Music: 'A Box of Scaffold'
A major retrospective on the satirical trio from Liverpool, thank you very much
Those three scalliwags from Liverpool known as Scaffold? Surely, you’ve heard of them! If not, you will know more than you know with the 5CD/1DVD box set Scaffold: A Box of Scaffold, a long-overdue and comprehensive collection of recordings that celebrate the trio — Mike “McGear” McCartney, Roger McGough and John Gorman — through songs, live shows and unreleased BBC Radio sessions.
Admittedly more well-known in the UK than the US, the three met up in rag tag fashion as befits their Liverpudlian heritage: first McGough as a heralded poet, then GPO engineer Gorman and within another group of performers, McCartney. While McCartney (who went by the surname of McGear to throw off the scent he was Paul’s brother) had been working as a ladies’ hairdresser, it was the merger of three distinct Merseyside talents for comedy, prose and music that gained them a real name past their dockside beginnings.
That’s not to say they turned down Brian Epstein’s offer to be their manager (they didn’t), which helped to elevate their brand of satire that had been given a platform for Peter Cook and Dudley Moore and also the lampooning genius of That Was The Week That Was. Yet, with the well-placed connections, The Scaffold released their 1966 debut single “2 Day’s Monday,” a droll, dry bit of song produced by George Martin, a veteran of The Goons records (and that other band from Liverpool).
2 Day’s Monday/℗© 1966 Parlophone Records Ltd, a Warner Music Group Company/YouTube
The prospect of writing a ‘hit’ song evolved into a pop-centric version of Monty Python for 1967’s cheeky sing-a-long “Thank U Very Much,” a greeting from Mike to Paul for a gift of a Nikon camera. This turned into a much larger message — with some hidden meanings to its reference of the Aintree Iron — yet, the three managed to rack up notice in the US in 1968 and earned favor with none other than the Queen Mother.
The Scaffold – Thank U Very Much (1967)/℗© 1967 Parlophone Records Ltd, a Warner Music Group Company/YouTube
As far as the most memorable tune to come forth from the Scaffold was 1968’s “Lily the Pink.” Fashioned by the group after a well-known (read: rude) lyrical composition about a women’s medicinal ‘cure all,’ the sessions included Jack Bruce, Graham Nash and one Reginald Dwight, aka Elton John, to accentuate the vocal accompaniment.
The Scaffold – Lily the Pink/℗© 1968 Parlophone Records Ltd, a Warner Music Group Company/YouTube
Despite the pop-crossover success, what remains intact with this collection (enhanced by a 64-page booklet showcasing backstories, clippings and exclusive interviews) is the not-very-subtle stab at politics, sex and religion through their performances (captured in this compendium with Live at the Queen Elizabeth Hall) and numerous recording sessions both at EMI Studios and the BBC. Notwithstanding the ahead-of-its-time Fresh Liver from 1973 — a thoroughly strange concept, more akin to performance art than music — the Scaffold’s penultimate song from 1974 “Liverpool Lou” was a farewell to the trio’s chart success until their ‘official’ breakup in 1977.
Mike McCartney left music in 1981 to concentrate on photography. Roger McGough’s most recent poetry book is The Collected Poems 1959–2024. John Gorman reunited with McCartney and McGough at the Bristol Slapstick Festival in 2023 and then held their final get-together that same year at the Everyman Theatre in Liverpool.
Photo: Mike McCartney
Scaffold: A Box of Scaffold releases April 25 on Esoteric Recordings as a 105-tracklist CD set plus DVD, including the 1969 BBC TV special Live at the Talk of the Town, a promo film for “Thank U Very Much” and a BBC TV broadcast of Music, Music, Music featuring “Lily the Pink.” You can pre-order from Cherry Red, Rough Trade, Proper Music and Amazon in the US and UK.
This is great news. Thanks for the write-up!
Really enjoyed reading this. Thank you. It reminded me that I saw them perform when the trio joined Grimms in the early 70s. A brilliant anarchic evening!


EXERCISE OBJECTIVE: The required answer is every line of the data containing the word "marker".

INPUT FOR THIS TASK:
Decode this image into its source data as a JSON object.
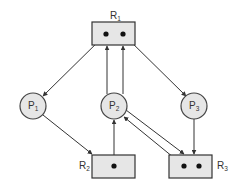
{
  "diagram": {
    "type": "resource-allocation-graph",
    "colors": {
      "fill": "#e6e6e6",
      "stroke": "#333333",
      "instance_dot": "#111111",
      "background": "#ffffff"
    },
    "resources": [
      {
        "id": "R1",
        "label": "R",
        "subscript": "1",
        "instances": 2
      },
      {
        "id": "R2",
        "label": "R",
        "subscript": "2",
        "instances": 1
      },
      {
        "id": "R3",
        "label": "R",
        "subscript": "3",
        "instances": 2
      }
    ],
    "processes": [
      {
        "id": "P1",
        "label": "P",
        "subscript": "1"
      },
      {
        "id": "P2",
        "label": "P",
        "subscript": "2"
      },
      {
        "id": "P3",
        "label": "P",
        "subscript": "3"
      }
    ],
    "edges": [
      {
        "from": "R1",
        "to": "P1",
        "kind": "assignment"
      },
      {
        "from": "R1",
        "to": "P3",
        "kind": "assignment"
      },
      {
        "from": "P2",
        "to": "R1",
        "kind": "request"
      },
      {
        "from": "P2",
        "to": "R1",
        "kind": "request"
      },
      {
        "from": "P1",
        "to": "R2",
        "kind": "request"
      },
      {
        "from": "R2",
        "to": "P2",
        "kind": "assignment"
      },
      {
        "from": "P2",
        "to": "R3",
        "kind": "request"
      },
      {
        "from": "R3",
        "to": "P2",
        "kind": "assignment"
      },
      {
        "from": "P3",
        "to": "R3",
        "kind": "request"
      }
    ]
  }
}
---
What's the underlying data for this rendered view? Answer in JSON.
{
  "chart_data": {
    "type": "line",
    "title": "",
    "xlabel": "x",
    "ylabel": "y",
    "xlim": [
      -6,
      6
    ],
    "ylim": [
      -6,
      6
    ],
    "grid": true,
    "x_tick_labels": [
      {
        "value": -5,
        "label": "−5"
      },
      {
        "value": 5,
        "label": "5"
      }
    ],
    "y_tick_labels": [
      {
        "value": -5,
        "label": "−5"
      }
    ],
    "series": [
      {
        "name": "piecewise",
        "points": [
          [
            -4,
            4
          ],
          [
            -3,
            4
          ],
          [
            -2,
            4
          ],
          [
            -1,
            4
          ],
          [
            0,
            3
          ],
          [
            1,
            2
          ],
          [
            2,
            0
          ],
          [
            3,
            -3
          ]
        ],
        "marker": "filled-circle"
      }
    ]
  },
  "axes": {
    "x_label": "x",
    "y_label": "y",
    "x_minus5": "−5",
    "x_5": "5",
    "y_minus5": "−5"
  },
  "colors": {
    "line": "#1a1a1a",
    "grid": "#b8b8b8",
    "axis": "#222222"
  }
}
...
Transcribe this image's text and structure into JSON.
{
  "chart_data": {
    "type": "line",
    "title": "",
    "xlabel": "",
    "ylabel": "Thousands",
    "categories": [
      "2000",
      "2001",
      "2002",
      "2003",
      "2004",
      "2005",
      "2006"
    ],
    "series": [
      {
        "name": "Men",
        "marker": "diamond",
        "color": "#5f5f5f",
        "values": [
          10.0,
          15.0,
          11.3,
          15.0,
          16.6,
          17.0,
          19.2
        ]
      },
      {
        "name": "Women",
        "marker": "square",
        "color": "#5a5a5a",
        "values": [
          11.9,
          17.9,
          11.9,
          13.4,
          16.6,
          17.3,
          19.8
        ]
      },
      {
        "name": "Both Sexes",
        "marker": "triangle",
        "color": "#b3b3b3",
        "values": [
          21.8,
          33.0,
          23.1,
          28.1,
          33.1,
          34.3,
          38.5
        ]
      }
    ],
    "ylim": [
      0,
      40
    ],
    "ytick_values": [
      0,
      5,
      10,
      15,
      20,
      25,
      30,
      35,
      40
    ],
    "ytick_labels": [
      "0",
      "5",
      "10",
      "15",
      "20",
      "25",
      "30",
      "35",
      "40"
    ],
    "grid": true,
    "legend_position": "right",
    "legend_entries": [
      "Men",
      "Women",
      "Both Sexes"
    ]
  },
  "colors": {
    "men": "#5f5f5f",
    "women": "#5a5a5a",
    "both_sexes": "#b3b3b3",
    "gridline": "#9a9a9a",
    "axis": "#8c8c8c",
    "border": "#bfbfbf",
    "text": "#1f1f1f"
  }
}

RESPONSE AREA:
        "marker": "filled-circle"
        "marker": "diamond",
        "marker": "square",
        "marker": "triangle",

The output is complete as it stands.